Sunday, January 1, 2012

Purgatory of the vanities




            It used to be that my choices were clear: whenever I was faced with the conundrum of studying, working or living in Manila or in my hone province, I always chose the former.
            My reasons then were varied but quite valid. On the surface (that is, more mundanely), it is because of the fact that it is in the Big City where one could find several advantages not normally found in provinces: access to better quality of education, access to jobs, better facilities and conveniences, malls even. Idealistically, the reason is prestige and self-pride. If you are a probinsiyano and you make it good in Manila (or in other Big Cities for that matter), you are definitely accorded more platitudes and respect than if you are a probinsiyano making good in your home province. (Now the trend is for a Filipino to make good internationally to be accorded greater respect and accolades. But I digress.)
            There was a time too when my reason for preferring Manila than my province was other than mundane or idealistic. After graduating from college, one of the job offers I had was to work for the management team of a prominent Filipino fast-food chain which was putting up an outlet in our province. But before the actual work, I was to be sent for training to one of its branches-cum-training facilities in Central Mindanao. Several months before that, there were rampant bombings and kidnappings and other security threats in that part of Mindanao---the handiwork of the Abu Sayyaf and other Muslim extremists.
            Of course I refused the job even if I am from Mindanao (although from the peaceful part). Finding nothing more appealing to do back home, I came back to Manila. I ended up pursuing a law degree instead.
            All in all, starting from college, I have been living in Manila for ten years. As far as I know, there have been no Abu Sayyaf here, no threats of pillage and plunder by extremists (which happened to a town in my province back when I was in high school), opportunities are quite abundant, and there is access to almost everything. In short, no clear and present physical dangers, no dearth of economic options. Threats to security, lack of economic options, and absence of opportunities for self-actualization, for me, translate to “dangers” to my goals and ambitions.
At this point in my life though, what I am concerned about are “dangers to my soul.” I believe I have already acclimatized to the Big City way of life that I feel like that “City Mouse” in the fable “City Mouse and Country Mouse.”
            To reminisce a bit more, I could still clearly remember my very first months as a college freshman at the Sate University. I probably was then fit for the Guinness Book of World Records for the most number of long distance calls. For every long distance call, I wept. Then, I had felt the agony of being away from my family, of having no relatives who live nearby. I most especially abhor the indifference and the couldn’t-care-less attitude of Big City people.

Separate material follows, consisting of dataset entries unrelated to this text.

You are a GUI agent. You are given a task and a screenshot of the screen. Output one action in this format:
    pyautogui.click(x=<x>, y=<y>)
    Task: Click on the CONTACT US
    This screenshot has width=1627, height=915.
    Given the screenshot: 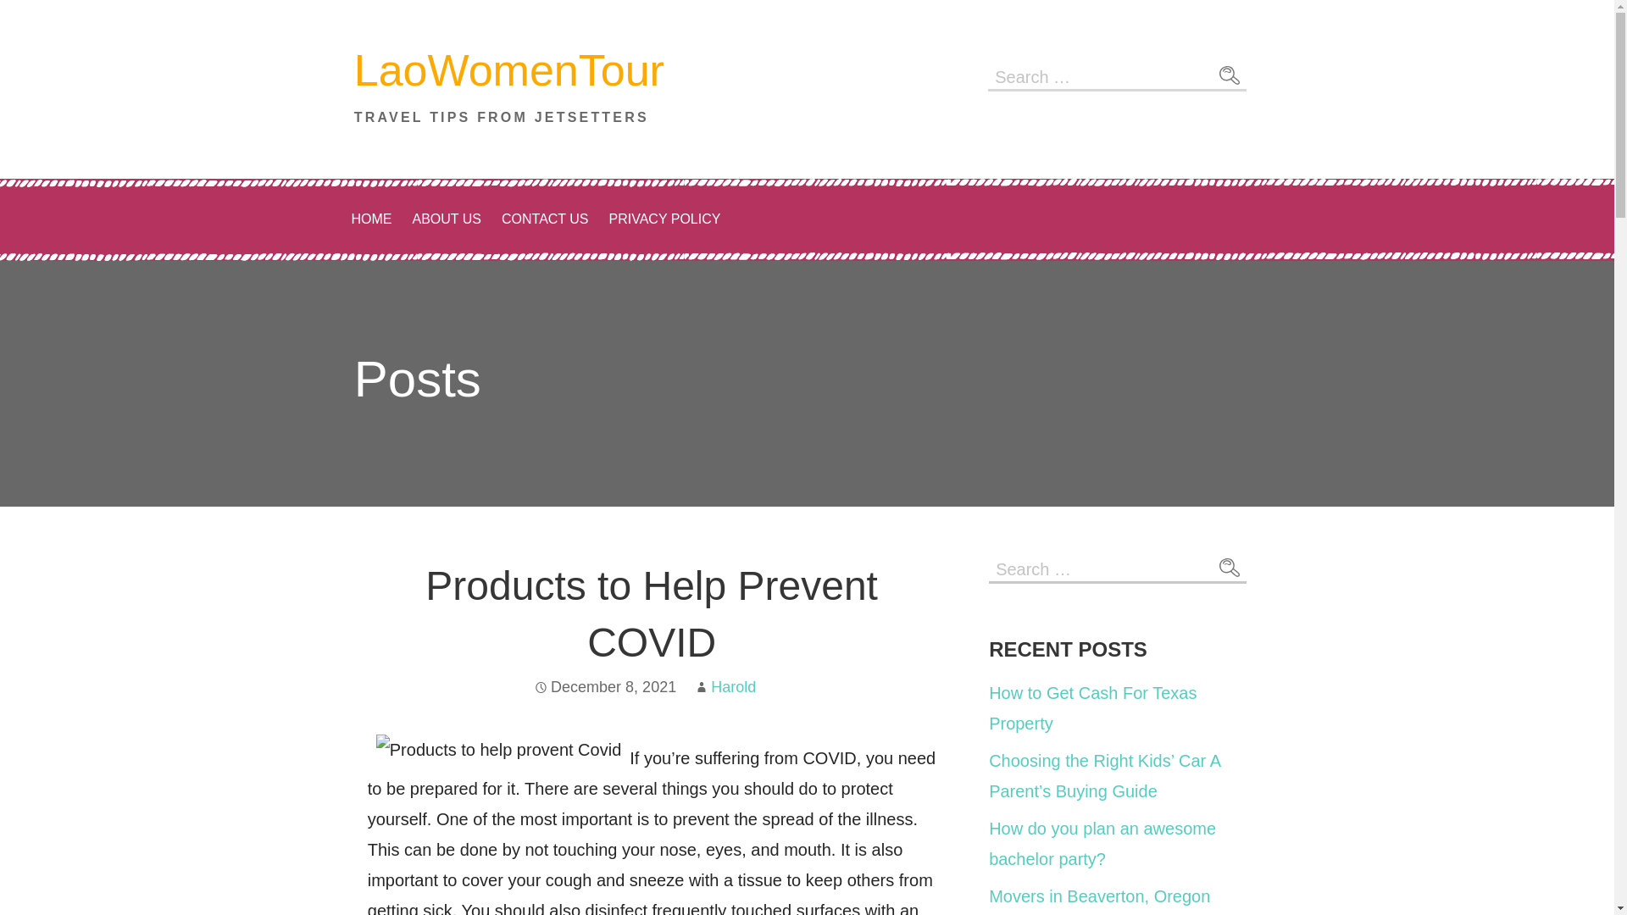 What is the action you would take?
    pyautogui.click(x=544, y=220)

            Back then, I missed the laidback way of life in the province. I missed my friends and my family. I missed the concerned and well-meaning neighbors. I missed the “sense of kinship and community” of small city compared to a megalopolis.
            Several years later, I have become those which I once abhorred. I have become a slick city person---indifferent, sophisticated, street-smart, wise to the ways of the world, and almost soulless. Whereas before I ecstatically looked forward to every posibble vacation (Christmas, summer, semestral break), now I very, very seldom go home to my province. There were even years that I did not go home for Christmas.

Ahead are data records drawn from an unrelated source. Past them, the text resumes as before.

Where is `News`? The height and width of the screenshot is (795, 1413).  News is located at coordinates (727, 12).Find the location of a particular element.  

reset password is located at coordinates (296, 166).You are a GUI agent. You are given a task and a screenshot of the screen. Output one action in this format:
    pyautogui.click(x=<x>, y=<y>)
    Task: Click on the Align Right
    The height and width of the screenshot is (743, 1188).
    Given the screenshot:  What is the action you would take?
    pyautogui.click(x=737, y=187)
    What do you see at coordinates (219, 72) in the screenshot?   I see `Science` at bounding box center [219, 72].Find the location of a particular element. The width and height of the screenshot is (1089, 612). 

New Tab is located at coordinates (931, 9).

            I had an idea as to my complete transformation from a provincial lad to a city person when I could not care less when a colegiala was held up right in front of me while I was walking along Recto. In another instance, I just had to look the other way when a fellow passenger was robbed. It does not bother me when a dorm mate would probably go to prison for a hazing incident. Almost nothing bothers me anymore.
            After all this time in Manila and as I am set to graduate from law school, i am again faced with the conundrum whether to work and live here or to go back to my home province.
            It is a toss-up between “dangers” to my ambitions or goals if I have to go back to the province and “dangers” to my soul if I stay in Manila. For now, I suspect that my soul still has room for more flogging.  

[I found this in my journal.This was written a few years ago.]